Food and Behaviour Research

Donate Log In

Children’s Food and Mood: What Works, What Matters - BOOK HERE

Unhealthy foods may attenuate the beneficial relation of a Mediterranean diet to cognitive decline

Agarwal P, Dhana K, Barnes L, Holland T, Zhang Y, Evans D, Morris M (2021) Alzheimer's and Dementia DOI: 10.1002/alz.12277  

Web URL: Read this and related articles on Wiley's Online Library

Abstract:

Introduction

It is unclear whether eating Western diet food components offsets the Mediterranean diet's (MedDiet) potential benefits on cognitive decline.

Methods

The study includes 5001 Chicago Health and Aging Project participants (63% African American, 36% males, 74 ± 6.0 years old), with food frequency questionnaires and ≥ two cognitive assessments over 6.3 ± 2.8 years of follow‐up.

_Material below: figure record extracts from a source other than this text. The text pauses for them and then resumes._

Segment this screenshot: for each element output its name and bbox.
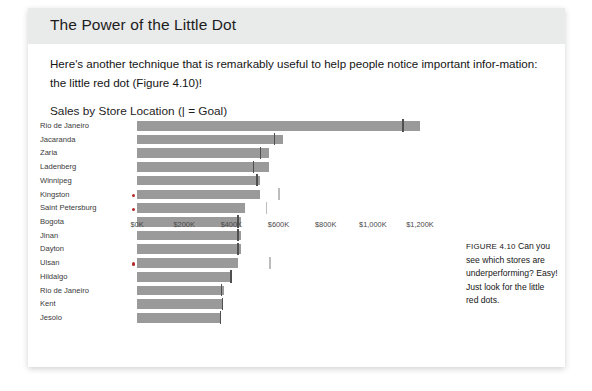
figure-caption: FIGURE 4.10 Can you see which stores are… xyxy=(466,240,558,308)
body-paragraph: Here's another technique that is remarka… xyxy=(50,54,545,92)
bar-category-label: Kent xyxy=(40,299,132,308)
bar-category-label: Jesolo xyxy=(40,313,132,322)
bar-segment xyxy=(137,286,224,296)
x-axis: $0K$200K$400K$600K$800K$1,000K$1,200K xyxy=(28,220,565,240)
red-dot-icon xyxy=(132,208,135,211)
bar-segment xyxy=(137,121,420,131)
bar-segment xyxy=(137,148,269,158)
bar-category-label: Ulsan xyxy=(40,258,132,267)
table-row: Winnipeg xyxy=(28,175,565,189)
table-row: Jesolo xyxy=(28,312,565,326)
bar-category-label: Rio de Janeiro xyxy=(40,286,132,295)
table-row: Saint Petersburg xyxy=(28,202,565,216)
figure-caption-label: FIGURE 4.10 xyxy=(466,242,516,251)
bar-segment xyxy=(137,203,245,213)
goal-marker xyxy=(278,188,280,200)
x-axis-tick-label: $1,000K xyxy=(359,220,387,229)
goal-marker xyxy=(266,202,268,214)
x-axis-tick-label: $1,200K xyxy=(406,220,434,229)
goal-marker xyxy=(222,298,224,310)
bar-category-label: Winnipeg xyxy=(40,176,132,185)
goal-marker xyxy=(269,257,271,269)
bar-segment xyxy=(137,190,260,200)
bar-category-label: Hildalgo xyxy=(40,272,132,281)
x-axis-tick-label: $200K xyxy=(173,220,194,229)
x-axis-tick-label: $600K xyxy=(268,220,289,229)
x-axis-tick-label: $400K xyxy=(221,220,242,229)
bar-category-label: Dayton xyxy=(40,244,132,253)
table-row: Rio de Janeiro xyxy=(28,120,565,134)
bar-segment xyxy=(137,258,238,268)
goal-marker xyxy=(230,270,232,282)
bar-segment xyxy=(137,135,283,145)
goal-marker xyxy=(253,161,255,173)
table-row: Kingston xyxy=(28,189,565,203)
chart-title: Sales by Store Location (| = Goal) xyxy=(50,104,227,118)
document-page: The Power of the Little Dot Here's anoth… xyxy=(28,8,565,367)
table-row: Zaria xyxy=(28,147,565,161)
goal-marker xyxy=(221,284,223,296)
goal-marker xyxy=(260,147,262,159)
red-dot-icon xyxy=(132,262,135,265)
bar-category-label: Rio de Janeiro xyxy=(40,121,132,130)
page-title: The Power of the Little Dot xyxy=(50,16,236,34)
bar-category-label: Ladenberg xyxy=(40,162,132,171)
goal-marker xyxy=(402,119,404,131)
table-row: Jacaranda xyxy=(28,134,565,148)
goal-marker xyxy=(237,243,239,255)
bar-segment xyxy=(137,244,241,254)
goal-marker xyxy=(274,133,276,145)
bar-category-label: Kingston xyxy=(40,190,132,199)
red-dot-icon xyxy=(132,194,135,197)
goal-marker xyxy=(256,174,258,186)
bar-segment xyxy=(137,313,221,323)
x-axis-tick-label: $0K xyxy=(130,220,143,229)
bar-category-label: Saint Petersburg xyxy=(40,203,132,212)
goal-marker xyxy=(220,311,222,323)
bar-segment xyxy=(137,162,269,172)
bar-segment xyxy=(137,176,260,186)
bar-category-label: Jacaranda xyxy=(40,135,132,144)
bar-category-label: Zaria xyxy=(40,148,132,157)
bar-segment xyxy=(137,272,231,282)
table-row: Ladenberg xyxy=(28,161,565,175)
x-axis-tick-label: $800K xyxy=(315,220,336,229)
bar-segment xyxy=(137,299,222,309)
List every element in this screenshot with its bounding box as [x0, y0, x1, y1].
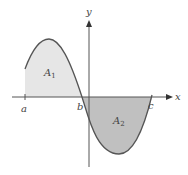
area-diagram: y x a b c A1 A2	[0, 0, 188, 175]
region-a1-fill	[25, 39, 82, 97]
region-a1-letter: A	[43, 67, 51, 78]
region-a2-subscript: 2	[120, 120, 124, 128]
region-a1-subscript: 1	[51, 72, 55, 80]
y-axis-label: y	[85, 6, 92, 17]
region-a2-letter: A	[112, 115, 120, 126]
point-label-a: a	[21, 103, 27, 114]
y-axis-arrow-icon	[86, 20, 92, 27]
point-label-c: c	[148, 100, 154, 111]
x-axis-label: x	[175, 91, 181, 102]
point-label-b: b	[77, 101, 83, 112]
x-axis-arrow-icon	[166, 94, 173, 100]
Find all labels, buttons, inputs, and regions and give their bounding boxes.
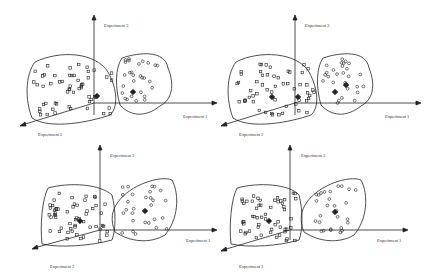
y-axis-label: Experiment 3 [305,23,329,28]
x-axis-label: Experiment 1 [186,238,210,243]
x-axis-label: Experiment 1 [377,238,401,243]
y-axis-label: Experiment 3 [301,153,325,158]
z-axis-label: Experiment 2 [50,264,74,269]
cluster-diagram [0,140,219,280]
y-axis-label: Experiment 3 [110,153,134,158]
cluster-diagram [219,140,438,280]
z-axis-label: Experiment 2 [239,132,263,137]
z-axis-label: Experiment 2 [239,264,263,269]
panel-bottom-right: Experiment 3 Experiment 1 Experiment 2 [219,140,438,280]
panel-top-right: Experiment 3 Experiment 1 Experiment 2 [219,0,438,140]
panel-bottom-left: Experiment 3 Experiment 1 Experiment 2 [0,140,219,280]
cluster-diagram [219,0,438,140]
z-axis-label: Experiment 2 [38,132,62,137]
x-axis-label: Experiment 1 [385,114,409,119]
x-axis-label: Experiment 1 [183,114,207,119]
y-axis-label: Experiment 3 [104,23,128,28]
cluster-diagram [0,0,219,140]
panel-top-left: Experiment 3 Experiment 1 Experiment 2 [0,0,219,140]
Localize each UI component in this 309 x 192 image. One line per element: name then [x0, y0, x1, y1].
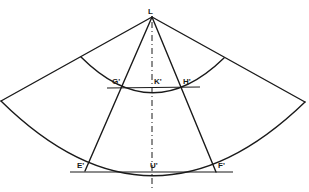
sector-diagram: L G' K' H' E' U' F' [0, 0, 309, 192]
label-e: E' [77, 161, 84, 170]
label-g: G' [112, 77, 120, 86]
line-l-to-e [85, 17, 152, 171]
line-l-to-f [152, 17, 216, 172]
label-h: H' [183, 77, 191, 86]
label-l: L [148, 7, 153, 16]
label-k: K' [154, 77, 162, 86]
label-f: F' [218, 161, 225, 170]
label-u: U' [150, 161, 158, 170]
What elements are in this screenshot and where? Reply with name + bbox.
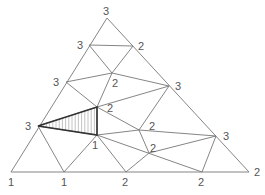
edge [139, 130, 149, 153]
vertex-label: 2 [112, 77, 118, 89]
vertex-label: 1 [61, 176, 67, 188]
edge [97, 130, 139, 135]
vertex-label: 2 [198, 176, 204, 188]
vertex-label: 2 [138, 40, 144, 52]
vertex-label: 2 [122, 176, 128, 188]
vertex-label: 3 [223, 130, 229, 142]
sperner-triangulation-diagram: 33223323122311222 [0, 0, 265, 195]
edge [97, 107, 139, 130]
edge [66, 82, 97, 107]
vertex-label: 3 [25, 120, 31, 132]
vertex-label: 3 [103, 5, 109, 17]
vertex-label: 1 [92, 139, 98, 151]
edge [112, 73, 169, 86]
vertex-label: 2 [149, 120, 155, 132]
vertex-label: 3 [77, 39, 83, 51]
vertex-label: 3 [175, 80, 181, 92]
edge [112, 46, 133, 73]
vertex-label: 2 [254, 166, 260, 178]
edge [89, 45, 133, 46]
edge [149, 136, 216, 153]
vertex-label: 3 [53, 76, 59, 88]
edge [126, 153, 149, 172]
edge [66, 73, 112, 82]
edge [202, 136, 216, 172]
edge [107, 18, 249, 172]
edge [38, 126, 64, 172]
vertex-label: 1 [8, 176, 14, 188]
edge [89, 45, 112, 73]
vertex-label: 2 [107, 102, 113, 114]
vertex-label: 2 [150, 142, 156, 154]
triangulation-edges [11, 18, 249, 172]
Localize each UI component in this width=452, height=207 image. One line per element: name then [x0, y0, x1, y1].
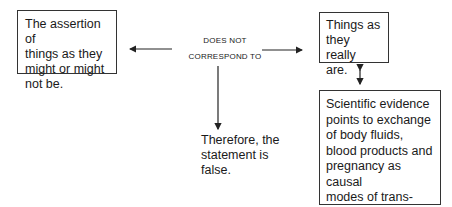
reality-box: Things as they really are.	[319, 12, 389, 63]
assertion-text: The assertion of things as they might or…	[25, 17, 109, 92]
evidence-box: Scientific evidence points to exchange o…	[319, 90, 441, 205]
reality-text: Things as they really are.	[326, 18, 382, 78]
relation-label-line2: CORRESPOND TO	[175, 49, 275, 65]
relation-label-line1: DOES NOT	[175, 33, 275, 49]
evidence-text: Scientific evidence points to exchange o…	[326, 97, 434, 207]
assertion-box: The assertion of things as they might or…	[17, 10, 117, 74]
relation-label: DOES NOT CORRESPOND TO	[175, 33, 275, 65]
conclusion-text: Therefore, the statement is false.	[201, 133, 311, 178]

Mixed‐effects models were adjusted for age, sex, education, race, cognitive activities, physical activity, and total calories.

Results

Stratified analysis showed a significant effect of higher MedDiet on cognitive decline only with a low Western diet score (highest vs lowest MedDiet tertile: β = 0.020, P = .002; p trend = 0.002) and not with a high Western diet score (highest vs lowest MedDiet tertile: β = 0.010, P = .11; p trend = 0.09).

Conclusion

This prospective study found that high consumption of Western diet components attenuates benefits of the MedDiet on cognition.